Tuesday, May 11, 2010...12:00 pm
“The people have spoken – we’re just not sure what they’ve said”
What went wrong with last week’s election?
In media terms, clearly, it was a lack of narrative.
How could the media make sense of the voting patterns in 2010? Massive swings to the Tories in unexpected seats, solid swings away from Labour in others. But swinging to where? Sometimes to Tory, sometimes to Labour, sometimes to LibDem, once to Green. Often to nowhere in particular. And what about the postcode lottery that decided whether LibDems would keep or lose their seats.
It must have been frustrating for the political hacks – which perhaps explains Jeremy Paxman’s Cheeky Girls jibe to just-defeated Lembit Opik. Why else would a senior media commentator talk about the effect of a politician’s colourful, but hardly scandalous, private life on his vote, unless there was nothing to make sense of in political terms?
Things used to be so different.
The stand-out elections of the past three decades have had a story that the media could easily tell. The Thatcher victory in 1979 was all about a rejection of the kind of corporate statist consensus that had turned the 1970s into, well, the 1970s – strikes, economic stagnation, bad fashion and faulty cars.
1983 was a landslide khaki election that saw vast swathes of the UK’s political map turn blue – as well as the arrival of a third force (actually a fourth force) in the form of the SDP that promised, but never succeeded, to break the mould of British politics. Viewers (including me) watched, enthralled or horrified according to taste, as Labour big beasts were felled one after another – Tony Benn, Shirley Williams, er, William Rodgers – and Thatcherism dominated the ’80s political landscape.
The 1987 election was a bit boring, but 1992 was a knife-edge contest with elements of Greek tragedy as an over-confident Labour was brought low by hubris and an ill-judged party rally that looked too much like a victory celebration for its own good.
Five more years of mess, sleaze and Euroscepticism finished that. And paved the way for the New Labour story. A massive, sweeping victory that saw Tory Big Beasts brought low one after another. The Stephen Twigg moment, replayed time and again on TV; colour-coded computer graphics showing the massive swing from Tory to Labour in easy-to-digest form; the dawning of a new era in British politics.
And don’t forget the 1989 European Elections. The first contest in which Margaret Thatcher actually lost the nation’s support also featured the surprise rise of the Green Party. Seat after seat was shown with an animated graphic of the Green vote shooting up from nothing to 10%, 15% or 20% , eclipsing the newly formed Liberal Democrats and promising (falsely) to break the mould of third-party politics.
But things have been going wrong for a while in media elections. 2001 more or less saw a replay of 1997 with a bit less enthusiasm, but 2005 was a muddle. Fewer people were keen on Labour, especially after Iraq, but not so many were keen on the Tories, who didn’t really seem to know who they were, except they weren’t Labour.
The media did have some success showing what was going on, though. A very good digital three-way swingometer on the BBC showed that LibDem support was moving rather than growing – shifting into Labour marginals but moving out of Conservative ones. And I liked this boardgame-style drinking game from the Guardian that aimed to help election revellers keep track of the results – a sort of boozeometer.
It was an interesting harbinger of the election to come, but even the three-way swingometer has failed us this time around. If 2010 told us one thing, it was that simple narrative struggle of many elections in recent history has broken down.
I foolishly wrote that whoever you vote for, government wins. Not, it seems, in this case. The voting public has not only stuck two fingers up at politicians (here’s your result – now what are you going to do about it, you corrupt losers?), but also in some ways to the media.
Though the current shenanigans are a media wet-dream (Clegg’s talking to Cameron! Brown has resigned! Clegg’s talking to Brown! Which seats could the LibDems get in cabinet? What about a Rainbow Coalition?), it’s become clear that telling the story of the election – and hence telling the story of the people who vote in it – is much less simple than it used to be.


Exercise: Read the data, and whenever a line holds the word "hard", report that line.

Data for review:
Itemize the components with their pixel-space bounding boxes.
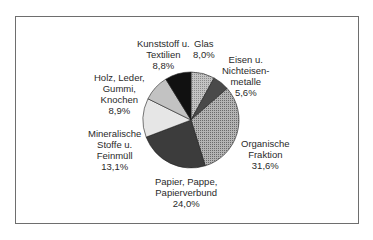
label-glas: Glas 8,0% <box>193 38 215 60</box>
label-kunststoff-textilien: Kunststoff u. Textilien 8,8% <box>137 38 190 71</box>
label-organische-fraktion: Organische Fraktion 31,6% <box>241 138 290 171</box>
label-eisen-nichteisenmetalle: Eisen u. Nichteisen- metalle 5,6% <box>222 54 270 98</box>
label-mineralische-stoffe: Mineralische Stoffe u. Feinmüll 13,1% <box>88 128 141 172</box>
label-papier: Papier, Pappe, Papierverbund 24,0% <box>155 176 217 209</box>
label-holz-leder: Holz, Leder, Gummi, Knochen 8,9% <box>94 72 145 116</box>
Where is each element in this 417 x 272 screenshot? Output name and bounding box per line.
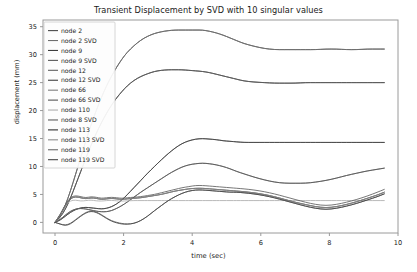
y-tick-label-20: 20	[29, 107, 37, 115]
x-tick-label-2: 2	[122, 239, 126, 247]
series-line	[55, 200, 384, 222]
legend-label: node 9 SVD	[61, 57, 97, 64]
legend-label: node 12	[61, 67, 86, 74]
series-line	[55, 163, 384, 222]
y-tick-label-10: 10	[29, 163, 37, 171]
series-line	[55, 190, 384, 225]
legend-label: node 8 SVD	[61, 116, 97, 123]
y-tick-label-15: 15	[29, 135, 37, 143]
legend-label: node 119 SVD	[61, 156, 105, 163]
y-tick-label-25: 25	[29, 79, 37, 87]
x-tick-label-6: 6	[259, 239, 263, 247]
x-tick-label-10: 10	[394, 239, 402, 247]
legend-label: node 66 SVD	[61, 96, 101, 103]
legend-label: node 113 SVD	[61, 136, 105, 143]
series-line	[55, 163, 384, 222]
chart-figure: Transient Displacement by SVD with 10 si…	[0, 0, 417, 272]
x-tick-label-0: 0	[53, 239, 57, 247]
legend-label: node 66	[61, 86, 86, 93]
legend-label: node 119	[61, 146, 90, 153]
y-tick-label-0: 0	[33, 219, 37, 227]
legend-label: node 2 SVD	[61, 37, 97, 44]
legend-label: node 2	[61, 27, 82, 34]
legend-label: node 113	[61, 126, 90, 133]
series-line	[55, 190, 384, 225]
legend-label: node 12 SVD	[61, 76, 101, 83]
x-tick-label-4: 4	[190, 239, 194, 247]
y-tick-label-30: 30	[29, 51, 37, 59]
y-tick-label-35: 35	[29, 23, 37, 31]
plot-canvas: 024681005101520253035node 2node 2 SVDnod…	[0, 0, 417, 272]
legend-label: node 110	[61, 106, 90, 113]
y-tick-label-5: 5	[33, 191, 37, 199]
x-tick-label-8: 8	[327, 239, 331, 247]
legend-label: node 9	[61, 47, 82, 54]
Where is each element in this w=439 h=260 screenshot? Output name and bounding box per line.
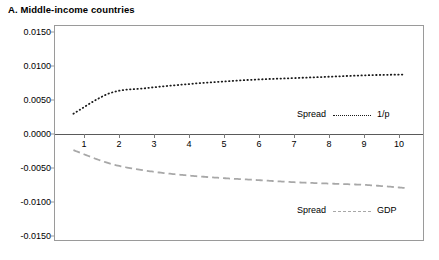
series-line-spread-gdp (73, 150, 404, 188)
plot-area: 0.0150 0.0100 0.0050 0.0000 -0.0050 -0.0… (54, 25, 424, 241)
ytick-label-1: 0.0100 (23, 62, 51, 71)
series-line-spread-1p (73, 75, 404, 114)
annotation-gdp: GDP (377, 206, 397, 215)
annotation-spread-bottom: Spread (297, 206, 326, 215)
ytick-label-0: 0.0150 (23, 28, 51, 37)
series-layer (55, 26, 423, 240)
annotation-dashed-connector (333, 211, 371, 212)
annotation-spread-top: Spread (297, 110, 326, 119)
ytick-label-4: -0.0050 (20, 164, 51, 173)
ytick-label-3: 0.0000 (23, 130, 51, 139)
annotation-1p: 1/p (377, 110, 390, 119)
ytick-label-2: 0.0050 (23, 96, 51, 105)
annotation-dotted-connector (333, 115, 371, 116)
ytick-label-6: -0.0150 (20, 232, 51, 241)
ytick-label-5: -0.0100 (20, 198, 51, 207)
page-title: A. Middle-income countries (8, 4, 135, 15)
chart-page: A. Middle-income countries 0.0150 0.0100… (0, 0, 439, 260)
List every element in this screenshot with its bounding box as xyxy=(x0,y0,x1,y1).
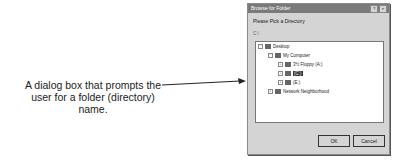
folder-tree[interactable]: − Desktop − My Computer + 3½ Floppy (A:)… xyxy=(255,41,384,123)
collapse-icon[interactable]: − xyxy=(258,44,263,49)
tree-node-desktop[interactable]: − Desktop xyxy=(258,44,290,49)
help-button[interactable]: ? xyxy=(370,5,378,13)
tree-node-drive-e[interactable]: + (E:) xyxy=(278,80,300,85)
dialog-prompt: Please Pick a Directory xyxy=(253,18,305,24)
expand-icon[interactable]: + xyxy=(278,71,283,76)
expand-icon[interactable]: + xyxy=(268,89,273,94)
expand-icon[interactable]: + xyxy=(278,80,283,85)
tree-node-network[interactable]: + Network Neighborhood xyxy=(268,89,329,94)
browse-folder-dialog: Browse for Folder ? × Please Pick a Dire… xyxy=(247,3,390,155)
floppy-drive-icon xyxy=(285,62,291,67)
collapse-icon[interactable]: − xyxy=(268,53,273,58)
tree-node-my-computer[interactable]: − My Computer xyxy=(268,53,310,58)
dialog-titlebar: Browse for Folder ? × xyxy=(248,4,389,13)
tree-node-floppy[interactable]: + 3½ Floppy (A:) xyxy=(278,62,323,67)
desktop-icon xyxy=(265,44,271,49)
annotation-caption: A dialog box that prompts the user for a… xyxy=(18,79,168,115)
hard-drive-icon xyxy=(285,80,291,85)
current-path: C:\ xyxy=(253,31,259,36)
close-button[interactable]: × xyxy=(379,5,387,13)
expand-icon[interactable]: + xyxy=(278,62,283,67)
cancel-button[interactable]: Cancel xyxy=(353,135,385,147)
annotation-arrow xyxy=(160,78,250,88)
hard-drive-icon xyxy=(285,71,291,76)
tree-node-drive-c[interactable]: + (C:) xyxy=(278,71,303,76)
ok-button[interactable]: OK xyxy=(318,135,350,147)
dialog-title: Browse for Folder xyxy=(251,5,290,11)
network-icon xyxy=(275,89,281,94)
computer-icon xyxy=(275,53,281,58)
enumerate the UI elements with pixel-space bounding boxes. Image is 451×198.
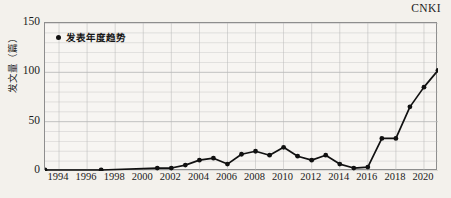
- line-chart-svg: [45, 23, 438, 171]
- chart-page: CNKI 发文量（篇） 050100150 发表年度趋势 19941996199…: [0, 0, 451, 198]
- x-tick-label: 2012: [300, 172, 321, 183]
- x-tick-label: 2000: [132, 172, 153, 183]
- x-tick-label: 2010: [272, 172, 293, 183]
- x-tick-label: 2008: [244, 172, 265, 183]
- y-tick-label: 100: [14, 65, 40, 77]
- x-tick-label: 2006: [216, 172, 237, 183]
- x-tick-label: 2020: [412, 172, 433, 183]
- x-tick-label: 1996: [76, 172, 97, 183]
- legend-label: 发表年度趋势: [66, 30, 126, 44]
- source-label: CNKI: [411, 2, 441, 14]
- x-tick-label: 2004: [188, 172, 209, 183]
- x-tick-label: 1994: [48, 172, 69, 183]
- y-tick-label: 150: [14, 16, 40, 28]
- x-axis-tick-labels: 1994199619982000200220042006200820102012…: [0, 172, 451, 192]
- x-tick-label: 2018: [384, 172, 405, 183]
- x-tick-label: 1998: [104, 172, 125, 183]
- x-tick-label: 2014: [328, 172, 349, 183]
- dot-marker-icon: [56, 35, 61, 40]
- y-axis-tick-labels: 050100150: [10, 0, 40, 198]
- plot-area: [44, 22, 437, 170]
- x-tick-label: 2002: [160, 172, 181, 183]
- x-tick-label: 2016: [356, 172, 377, 183]
- y-tick-label: 50: [14, 115, 40, 127]
- legend: 发表年度趋势: [56, 30, 126, 44]
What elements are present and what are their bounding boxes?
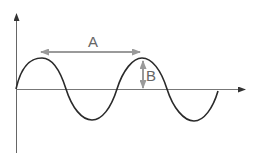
wavelength-label: A <box>88 33 98 50</box>
sine-wave-diagram: A B <box>0 0 255 161</box>
amplitude-label: B <box>146 67 156 84</box>
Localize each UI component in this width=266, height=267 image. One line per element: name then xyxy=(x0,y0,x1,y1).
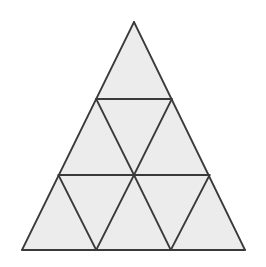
triangle-figure: Equilateral triangle subdivided into sma… xyxy=(0,0,266,267)
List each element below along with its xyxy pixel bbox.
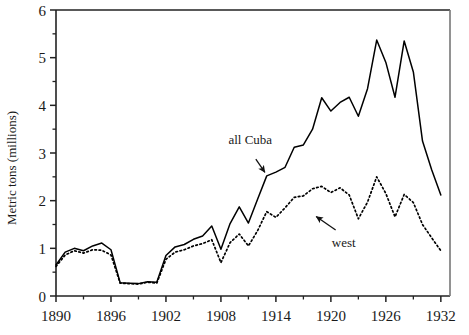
x-tick-label: 1932	[426, 308, 456, 324]
y-tick-label: 0	[39, 289, 47, 305]
x-tick-label: 1926	[371, 308, 402, 324]
annotation-all-cuba-label: all Cuba	[228, 132, 272, 147]
y-tick-label: 3	[39, 146, 47, 162]
y-axis-title: Metric tons (millions)	[4, 111, 19, 225]
x-tick-label: 1890	[41, 308, 71, 324]
chart-container: 012345618901896190219081914192019261932 …	[0, 0, 469, 335]
chart-background	[0, 0, 469, 335]
y-tick-label: 2	[39, 193, 47, 209]
x-tick-label: 1920	[316, 308, 346, 324]
sugar-production-line-chart: 012345618901896190219081914192019261932 …	[0, 0, 469, 335]
x-tick-label: 1914	[261, 308, 292, 324]
y-tick-label: 6	[39, 3, 47, 19]
y-tick-label: 1	[39, 241, 47, 257]
x-tick-label: 1902	[151, 308, 181, 324]
x-tick-label: 1908	[206, 308, 236, 324]
x-tick-label: 1896	[96, 308, 127, 324]
y-tick-label: 5	[39, 50, 47, 66]
y-tick-label: 4	[39, 98, 47, 114]
annotation-west-label: west	[332, 235, 356, 250]
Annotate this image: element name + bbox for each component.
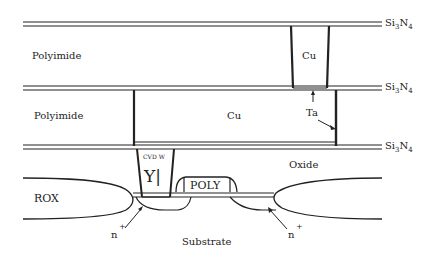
w-glyph-label: Y|: [143, 166, 161, 186]
svg-text:n: n: [288, 229, 295, 240]
svg-text:Si3N4: Si3N4: [385, 140, 413, 154]
poly-label: POLY: [190, 179, 221, 192]
n-plus-right-label: n +: [288, 222, 303, 240]
si3n4-layer-lower: [23, 145, 382, 149]
ta-label: Ta: [306, 107, 318, 118]
n-plus-regions: [136, 197, 276, 210]
surface-lines: [133, 193, 274, 197]
si3n4-label-top: Si3N4: [385, 17, 413, 31]
cu-via-label: Cu: [302, 50, 317, 61]
rox-label: ROX: [34, 192, 59, 205]
si3n4-layer-middle: [23, 86, 382, 90]
ta-arrow-diag: [318, 120, 336, 130]
svg-text:n: n: [111, 229, 118, 240]
si3n4-layer-top: [23, 22, 382, 26]
oxide-label: Oxide: [289, 159, 318, 170]
n-plus-left-label: n +: [111, 222, 126, 240]
cvd-w-label: CVD W: [143, 153, 166, 160]
substrate-label: Substrate: [182, 236, 232, 247]
rox-right: [274, 178, 382, 219]
ta-arrow-up: [311, 90, 315, 102]
svg-text:Si3N4: Si3N4: [385, 81, 413, 95]
si3n4-label-lower: Si3N4: [385, 140, 413, 154]
n-plus-right-arrow: [268, 207, 287, 229]
svg-text:+: +: [119, 222, 126, 231]
polyimide-mid-label: Polyimide: [34, 110, 83, 121]
cross-section-diagram: Polyimide Polyimide Cu Cu Ta Oxide ROX S…: [0, 0, 437, 263]
cu-line-label: Cu: [227, 110, 242, 121]
svg-text:+: +: [296, 222, 303, 231]
svg-text:Si3N4: Si3N4: [385, 17, 413, 31]
si3n4-label-middle: Si3N4: [385, 81, 413, 95]
polyimide-top-label: Polyimide: [32, 50, 81, 61]
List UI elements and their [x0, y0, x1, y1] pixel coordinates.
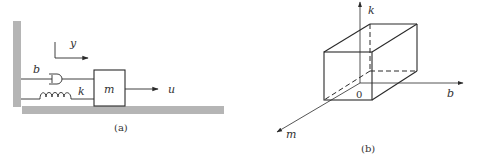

Task answer:
hard-drive-icon xyxy=(285,80,291,85)
hard-drive-icon xyxy=(285,71,291,76)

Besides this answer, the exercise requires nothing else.